Home From Home – Day 15

I have been reprimanded for keeping you in suspense for too long. It’s time to reveal all … in the middle of this post. No peeping!

***

The day starts well. After a delicious breakfast, our wonderful hosts drive us to the start of our walk. The walk is long and solitary. We don’t see another soul for its duration, although footprints show us that others have gone this way. The most difficult thing we do is to walk uphill through tall grass and bogs. Fortunately, the rain starts after the most difficult part of the walk. Our feet are soaking, but it’s all part of the fun … isn’t it? Finally we arrive at a beach with pillars of rock.

When we walk up the hill to the bus stop, it’s sunny and rather windy.

Back in Stornaway, we have plenty of time before the ferry leaves. We spend it in a book shop. It’s very windy outside. When someone opens the door, instead of using the revolving one, a lot of dirt flies in.

As we walk towards the ferry station, beside the sea with its high waves, we notice that no one else is going our way. Strange. Then, at the entrance to the building, there’s a blackboard on an easel. On the blackboard, in white chalk, someone has written: FERRY CANCELLED. The man behind the desk confirms that, due to the weather, this is indeed the case, and the next ferry is scheduled for tomorrow morning at 9:30.

It takes a few seconds for the full ramifications of this news to sink in. We’re going to miss our flight to London, and D will miss his flight back home, unless…. We need some travel information, so we head for the tourist office. It’s closed. It seems it usually stays open late to serve people who arrive on the evening ferry and, as that was cancelled, they closed. What about those who are stranded on the island because the ferry back to the mainland is cancelled?
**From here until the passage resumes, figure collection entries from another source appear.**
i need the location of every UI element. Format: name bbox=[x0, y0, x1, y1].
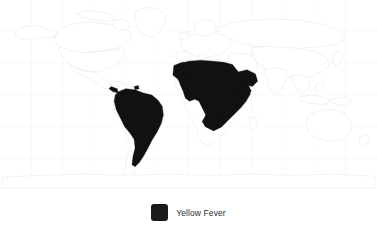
land-arctic-islands bbox=[75, 11, 117, 22]
land-southeast-asia bbox=[291, 75, 310, 93]
world-map-svg bbox=[0, 0, 377, 190]
highlight-south-america bbox=[114, 89, 163, 167]
legend: Yellow Fever bbox=[0, 192, 377, 233]
legend-swatch-icon bbox=[151, 204, 168, 221]
land-baffin bbox=[113, 19, 130, 31]
map-canvas bbox=[0, 0, 377, 190]
land-new-zealand bbox=[359, 134, 368, 147]
land-russia bbox=[216, 19, 346, 49]
land-indonesia bbox=[300, 95, 331, 105]
legend-label: Yellow Fever bbox=[176, 208, 226, 218]
legend-entry-yellow-fever[interactable]: Yellow Fever bbox=[151, 204, 226, 221]
land-alaska bbox=[15, 25, 57, 40]
land-madagascar bbox=[249, 116, 257, 131]
land-hispaniola bbox=[125, 83, 133, 87]
world-map-figure: Yellow Fever bbox=[0, 0, 377, 233]
land-new-guinea bbox=[331, 97, 352, 105]
land-greenland bbox=[134, 7, 165, 38]
land-antarctica bbox=[2, 174, 375, 188]
highlight-panama bbox=[109, 87, 118, 93]
highlight-trinidad bbox=[134, 86, 139, 90]
land-india bbox=[264, 68, 287, 95]
land-australia bbox=[306, 110, 352, 142]
land-central-asia bbox=[251, 46, 328, 78]
land-philippines bbox=[315, 82, 324, 93]
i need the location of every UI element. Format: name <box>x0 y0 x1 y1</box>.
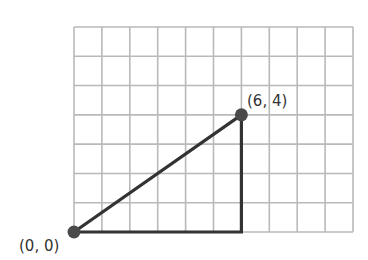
coordinate-grid-figure: (0, 0)(6, 4) <box>0 0 368 260</box>
point-label: (6, 4) <box>247 92 287 110</box>
point-marker <box>235 108 248 121</box>
point-marker <box>68 226 81 239</box>
point-label: (0, 0) <box>19 237 59 255</box>
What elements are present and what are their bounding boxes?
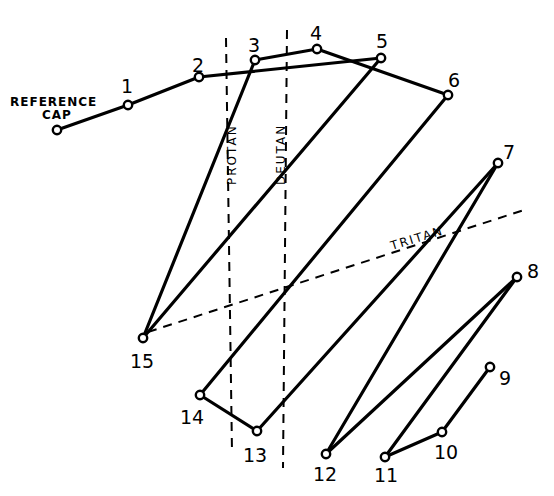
segment-14-to-13 [200,395,257,431]
cap-label-13: 13 [243,444,267,466]
cap-label-3: 3 [248,34,260,56]
cap-marker-10 [438,428,446,436]
cap-marker-9 [486,363,494,371]
segment-15-to-3 [143,60,255,338]
reference-cap-marker [53,126,61,134]
cap-marker-6 [444,91,452,99]
cap-marker-7 [494,159,502,167]
reference-cap-label-line1: REFERENCE [10,95,97,109]
cap-number-labels: 1 2 3 4 5 6 7 8 9 10 11 12 13 14 15 [121,22,539,486]
cap-marker-11 [381,453,389,461]
segment-7-to-12 [326,163,498,454]
cap-label-9: 9 [499,367,511,389]
cap-label-2: 2 [192,54,204,76]
cap-marker-14 [196,391,204,399]
tritan-label: TRITAN [388,223,445,253]
reference-cap-label-line2: CAP [42,108,72,122]
cap-marker-3 [251,56,259,64]
cap-marker-1 [124,101,132,109]
cap-label-7: 7 [503,141,515,163]
cap-label-11: 11 [374,464,398,486]
cap-marker-13 [253,427,261,435]
segment-13-to-7 [257,163,498,431]
color-vision-diagram: PROTAN DEUTAN TRITAN REFERENCE CAP 1 2 3… [0,0,554,496]
segment-1-to-2 [128,77,199,105]
segment-8-to-11 [385,277,517,457]
cap-label-8: 8 [527,260,539,282]
cap-label-14: 14 [180,406,204,428]
cap-label-15: 15 [130,350,154,372]
cap-label-5: 5 [376,30,388,52]
protan-axis [226,38,232,452]
cap-marker-5 [377,54,385,62]
cap-label-12: 12 [313,463,337,485]
cap-label-1: 1 [121,75,133,97]
cap-marker-15 [139,334,147,342]
cap-label-4: 4 [310,22,322,44]
confusion-axes [148,30,524,468]
cap-marker-8 [513,273,521,281]
cap-label-10: 10 [434,441,458,463]
cap-label-6: 6 [448,69,460,91]
cap-marker-4 [313,45,321,53]
cap-marker-12 [322,450,330,458]
segment-10-to-9 [442,367,490,432]
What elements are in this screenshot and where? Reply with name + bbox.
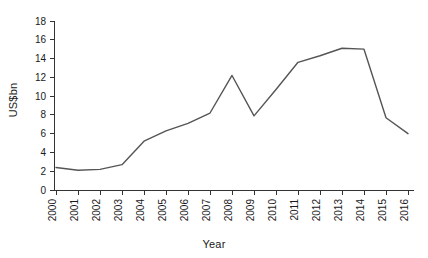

We do have some luck. We get the last room in the hotel. And it has a hair dryer which we use to dry out our boots and socks as much as possible. The smell still lingers. The woman at the desk is very helpful and finds out a lot of transport information, although, in the end, it doesn’t really help us. M1, the friend I’d arranged to stay with for two nights, is also very helpful and finds out some phone numbers for us, but we don’t manage to book anything except for another night in our house in Achiltibuie. (Luckily, it hasn’t been let out to more holiday makers.) When we go downstairs for a meal before the hotel restaurant closes, we’re still discussing our options.

One option is for D to take the bus straight from Ullapool to Inverness tomorrow. Then he’ll be able to catch a later flight to London and still arrive in time to catch his flight home. That would leave me to arrange transport to London, drive to Achiltibuie (I’ve let D navigate the single-track road up to now, as he does it so well), pack all our luggage, organise keeping the car for another day, clear up the house, deal with excess luggage on flights, drag two suitcases and a rucksack around with me for three-and-a-half weeks, …. Need I explain why this option doesn’t appeal to me?

We’re just finishing our meal when the fire alarm goes. During the meal, we’ve been noticing signs of the gale blowing outside – a hanging plant swinging furiously, one or two brave people fighting an invisible force. Now we have to leave our warm and comfortable enclave to stand in driving rain and wind without coats. It’s the last straw.

Fortunately, the alarm stops after two minutes and we all troop back inside.

By Miriam Drori

Author, editor, attempter of this thing called life. Social anxiety warrior. Cultivating a Fuji, edition 3, a poignant, humorous and uplifting tale, published with Ocelot Press, January 2023.